One secure, scalable, FedRAMP High-authorized platform for state and local agencies.
Unlock a modern, connected, and resilient integration infrastructure by adopting AI‑led migration.
Cyber, AI, Third-Party Risk Dominate the Government Opportunity Agenda: New Report
Public sector agencies across all levels, from city and state to tribal government to federal agencies, face the ongoing challenge of streamlining workflows.
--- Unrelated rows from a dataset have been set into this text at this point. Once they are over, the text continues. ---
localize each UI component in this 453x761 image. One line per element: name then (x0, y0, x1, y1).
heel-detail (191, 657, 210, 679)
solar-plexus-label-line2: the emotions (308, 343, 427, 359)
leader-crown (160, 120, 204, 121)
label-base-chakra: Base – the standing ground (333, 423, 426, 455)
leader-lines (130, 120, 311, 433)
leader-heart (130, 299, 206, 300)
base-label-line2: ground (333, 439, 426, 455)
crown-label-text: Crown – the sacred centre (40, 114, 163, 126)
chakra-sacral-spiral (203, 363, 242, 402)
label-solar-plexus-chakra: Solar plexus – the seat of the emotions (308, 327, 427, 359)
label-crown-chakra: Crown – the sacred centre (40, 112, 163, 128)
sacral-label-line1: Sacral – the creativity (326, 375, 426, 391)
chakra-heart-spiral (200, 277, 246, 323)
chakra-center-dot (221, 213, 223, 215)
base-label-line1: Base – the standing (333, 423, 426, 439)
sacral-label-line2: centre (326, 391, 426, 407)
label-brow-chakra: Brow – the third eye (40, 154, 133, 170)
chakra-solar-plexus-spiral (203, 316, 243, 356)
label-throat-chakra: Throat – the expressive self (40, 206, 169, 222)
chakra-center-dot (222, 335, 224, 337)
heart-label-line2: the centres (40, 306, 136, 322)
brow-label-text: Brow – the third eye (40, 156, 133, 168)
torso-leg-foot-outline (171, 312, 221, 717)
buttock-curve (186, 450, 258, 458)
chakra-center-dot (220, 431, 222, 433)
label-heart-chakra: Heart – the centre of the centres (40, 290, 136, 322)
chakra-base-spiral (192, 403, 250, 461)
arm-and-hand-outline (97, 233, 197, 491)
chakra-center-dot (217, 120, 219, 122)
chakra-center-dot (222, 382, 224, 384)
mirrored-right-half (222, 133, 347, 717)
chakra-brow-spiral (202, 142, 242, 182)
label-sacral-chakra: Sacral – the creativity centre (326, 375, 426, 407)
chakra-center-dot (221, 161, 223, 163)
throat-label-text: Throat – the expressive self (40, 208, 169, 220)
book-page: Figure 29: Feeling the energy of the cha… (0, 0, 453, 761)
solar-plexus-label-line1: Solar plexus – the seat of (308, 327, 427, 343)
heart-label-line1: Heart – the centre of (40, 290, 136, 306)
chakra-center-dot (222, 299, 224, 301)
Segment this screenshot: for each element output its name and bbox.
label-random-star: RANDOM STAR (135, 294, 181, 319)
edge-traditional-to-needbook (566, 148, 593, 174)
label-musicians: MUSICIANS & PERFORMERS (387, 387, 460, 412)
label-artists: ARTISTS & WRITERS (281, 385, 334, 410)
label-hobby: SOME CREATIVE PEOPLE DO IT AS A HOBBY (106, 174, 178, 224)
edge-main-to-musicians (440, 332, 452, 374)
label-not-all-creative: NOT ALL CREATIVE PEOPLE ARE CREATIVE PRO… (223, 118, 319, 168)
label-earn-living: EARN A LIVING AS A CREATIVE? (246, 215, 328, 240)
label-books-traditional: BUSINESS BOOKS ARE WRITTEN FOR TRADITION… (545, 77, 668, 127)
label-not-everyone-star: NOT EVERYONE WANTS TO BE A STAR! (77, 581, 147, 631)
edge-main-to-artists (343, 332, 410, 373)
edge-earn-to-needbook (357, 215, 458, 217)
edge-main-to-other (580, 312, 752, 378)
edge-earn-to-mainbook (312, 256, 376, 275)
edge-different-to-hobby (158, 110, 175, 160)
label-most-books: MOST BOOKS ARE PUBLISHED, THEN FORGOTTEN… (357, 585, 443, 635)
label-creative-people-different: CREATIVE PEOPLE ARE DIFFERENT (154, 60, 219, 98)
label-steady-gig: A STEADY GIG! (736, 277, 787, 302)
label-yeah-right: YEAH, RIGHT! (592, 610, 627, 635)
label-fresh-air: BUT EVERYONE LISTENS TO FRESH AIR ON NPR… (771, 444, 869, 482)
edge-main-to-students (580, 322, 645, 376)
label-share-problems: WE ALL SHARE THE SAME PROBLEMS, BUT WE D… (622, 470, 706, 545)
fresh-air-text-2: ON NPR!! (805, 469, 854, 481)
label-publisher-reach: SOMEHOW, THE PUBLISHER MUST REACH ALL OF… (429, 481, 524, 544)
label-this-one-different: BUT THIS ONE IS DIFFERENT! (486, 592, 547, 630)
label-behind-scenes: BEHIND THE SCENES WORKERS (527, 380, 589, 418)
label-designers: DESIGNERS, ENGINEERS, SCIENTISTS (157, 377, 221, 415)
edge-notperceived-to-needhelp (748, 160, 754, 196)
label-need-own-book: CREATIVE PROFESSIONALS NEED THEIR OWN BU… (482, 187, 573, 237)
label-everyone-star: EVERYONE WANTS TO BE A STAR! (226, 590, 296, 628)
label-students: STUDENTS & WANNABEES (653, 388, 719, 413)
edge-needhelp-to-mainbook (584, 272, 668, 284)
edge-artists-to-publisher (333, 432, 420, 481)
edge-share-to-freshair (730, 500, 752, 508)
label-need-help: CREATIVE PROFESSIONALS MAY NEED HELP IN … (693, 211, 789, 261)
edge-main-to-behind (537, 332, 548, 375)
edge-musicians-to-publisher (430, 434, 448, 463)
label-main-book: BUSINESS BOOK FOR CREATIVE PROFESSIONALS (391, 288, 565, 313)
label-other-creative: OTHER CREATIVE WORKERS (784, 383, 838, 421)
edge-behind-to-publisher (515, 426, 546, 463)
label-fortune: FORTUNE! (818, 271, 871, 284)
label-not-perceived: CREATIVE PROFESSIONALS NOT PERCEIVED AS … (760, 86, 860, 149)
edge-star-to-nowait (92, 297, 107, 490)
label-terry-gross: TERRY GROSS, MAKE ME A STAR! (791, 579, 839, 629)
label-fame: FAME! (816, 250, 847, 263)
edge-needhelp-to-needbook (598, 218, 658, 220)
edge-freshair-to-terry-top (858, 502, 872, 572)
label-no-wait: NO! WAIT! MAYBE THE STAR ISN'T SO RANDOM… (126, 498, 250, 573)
This includes collaborating and sharing data about budgets, programs, spending, decision-making, meetings, and so much more.
AUSTIN (February 2, 2026) – ISF, Inc. today announced the appointment of Monica Corbin as Vice President of Partnerships, a strategic hire that strengthens the company’s commitment to long-term growth, innovative collaboration, and meaningful community impact.
In 2026, government leaders aren’t just responding to disruption — they’re reinventing how they operate to deliver services that are more efficient, effective and people-centered.
Latest News
What to Know:
- ERCOT wants a batch process for large-load interconnections instead of the current one-by-one review.
- PUCT is preparing to change cost allocation rules so residential customers do not shoulder the transmission build-out for hyperscale loads.
- Projects that bring their own generation or can reduce load in emergencies may have a smoother path to interconnection.
What to Know:
- College Station approved a $1.32 million Tyler Technologies contract for enterprise planning and development software that will support online permitting and internal city workflows.
- The purchase will replace the city’s aging eTRAKiT platform, which officials said has reached end of life.
- The company already provides the city’s financial and court systems.
What to Know:
- A Travis County district judge granted a temporary injunction April 13 blocking enforcement of the emergency HUB rules.
- The order also bars the comptroller from enforcing or adopting the proposed rules unless the Legislature amends the HUB Act and the governor signs it or a court declares the HUB Act unconstitutional or void.
- The comptroller must issue statewide notice to prime contractors and state agencies and publish the order online.